- Opening Delimiter -

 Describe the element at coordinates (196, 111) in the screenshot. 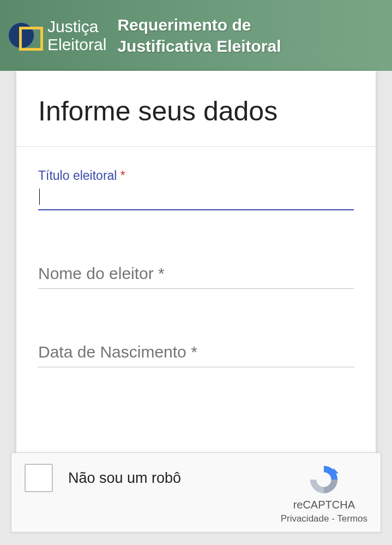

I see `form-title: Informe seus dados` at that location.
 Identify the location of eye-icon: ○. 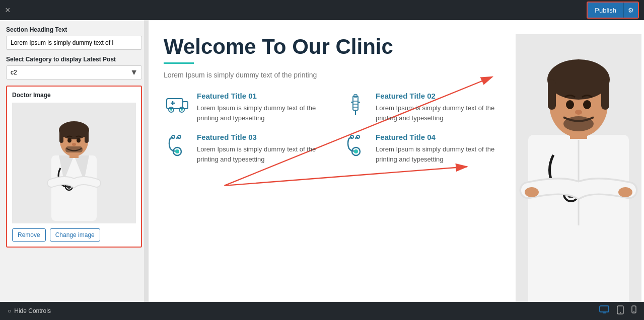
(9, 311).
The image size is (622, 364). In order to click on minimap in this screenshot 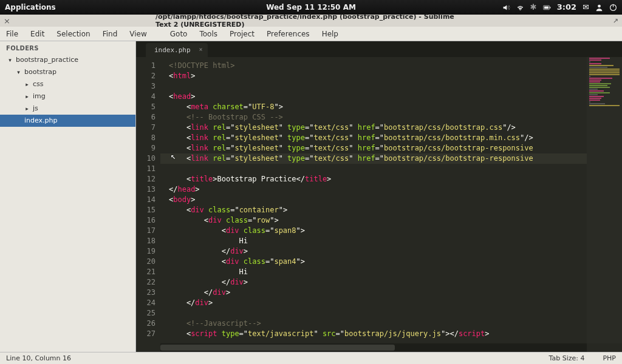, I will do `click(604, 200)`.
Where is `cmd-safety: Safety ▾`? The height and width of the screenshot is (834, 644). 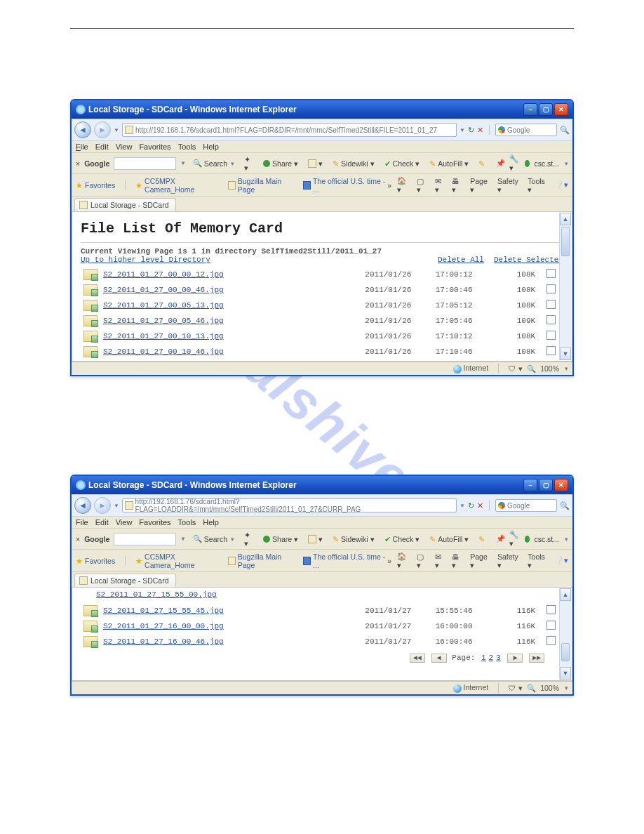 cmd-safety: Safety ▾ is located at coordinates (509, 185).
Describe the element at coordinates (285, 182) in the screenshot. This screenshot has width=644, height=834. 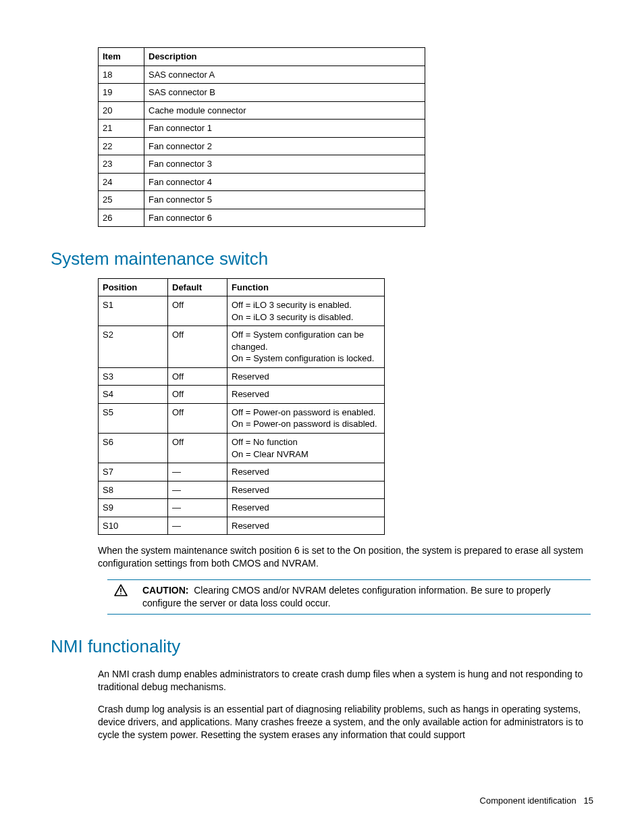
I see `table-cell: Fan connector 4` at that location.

- Closing Delimiter -

▶ What you should do
Only the lines from the one with "Describe the element at coordinates (285, 182)" through the last line of the listing belong in your answer; copy them exactly and skip the pictures.

▶ Exercise output
Describe the element at coordinates (285, 182) in the screenshot. This screenshot has width=644, height=834. 
I see `table-cell: Fan connector 4` at that location.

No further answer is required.